**Exercise brief**
Repeat only the lines below from the one that contains "Identify the location" through the final line, exactly. Omit pictures.

═══ Extracted records

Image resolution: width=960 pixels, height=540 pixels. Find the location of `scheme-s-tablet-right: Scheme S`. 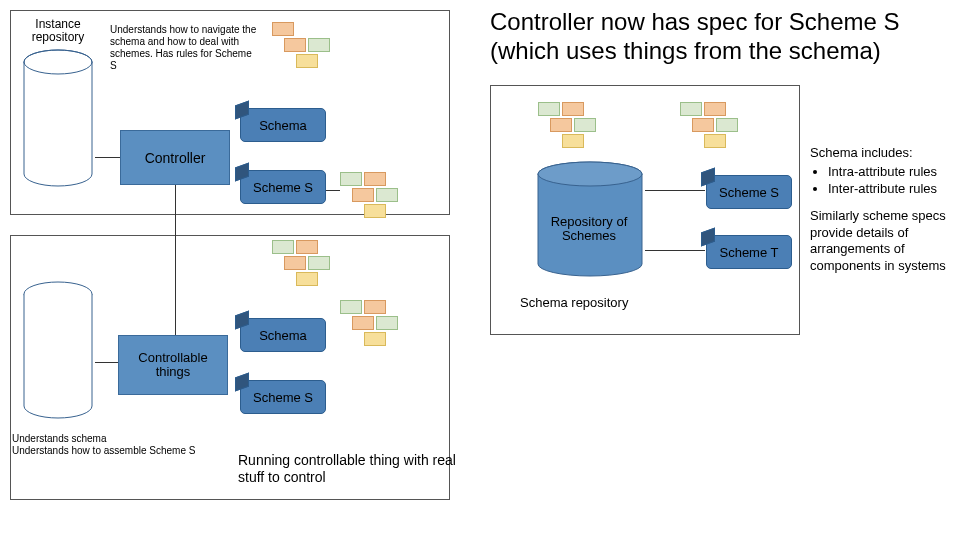

scheme-s-tablet-right: Scheme S is located at coordinates (749, 192).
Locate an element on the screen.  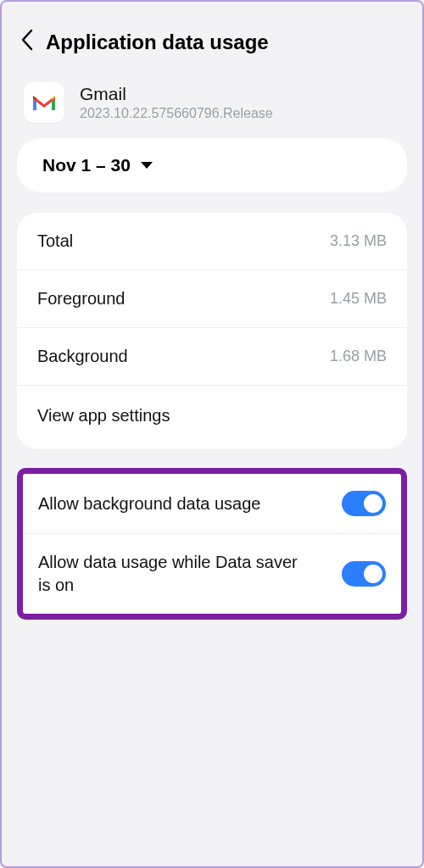
stat-total-value: 3.13 MB is located at coordinates (358, 241).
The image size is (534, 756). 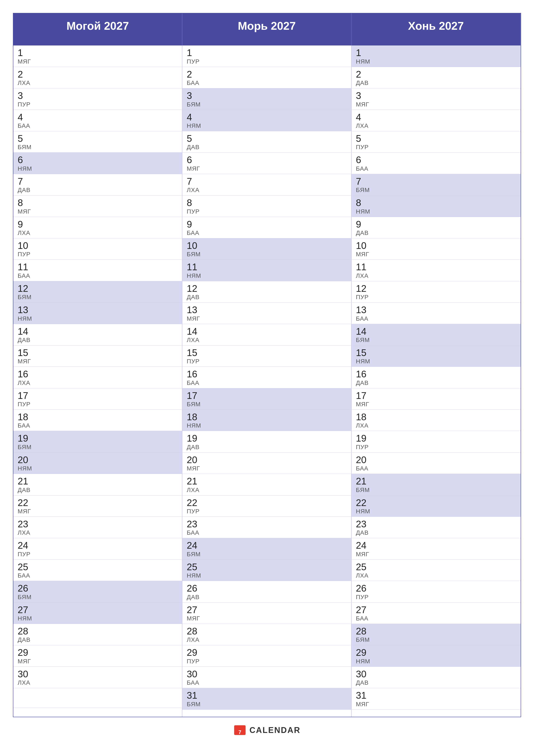 I want to click on day-number: 18, so click(x=267, y=417).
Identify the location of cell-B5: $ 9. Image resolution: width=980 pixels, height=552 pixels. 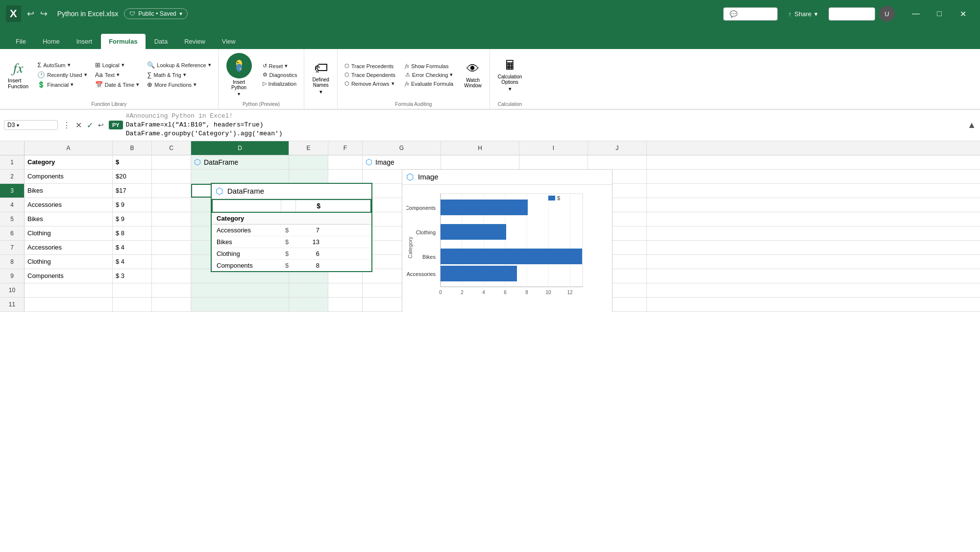
(132, 219).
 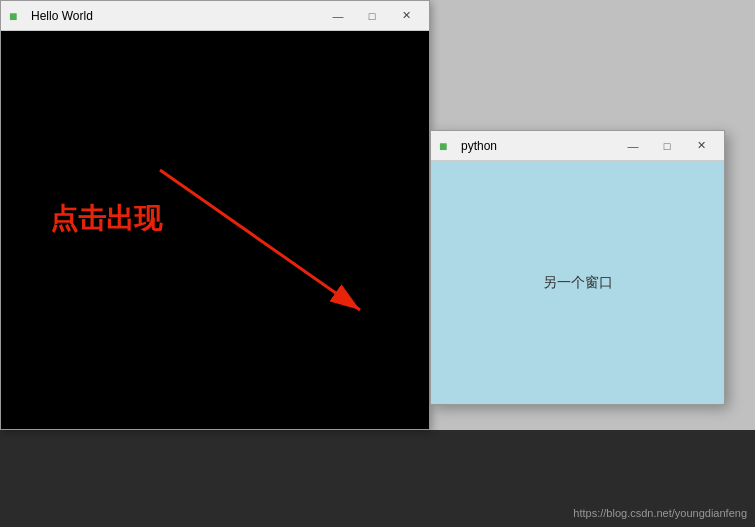 I want to click on python-close-button: ✕, so click(x=701, y=146).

══════

**Answer box**
Identify the location of cell-B5: $ 9. Image resolution: width=980 pixels, height=552 pixels. 
(132, 219).
  I want to click on python-close-button: ✕, so click(x=701, y=146).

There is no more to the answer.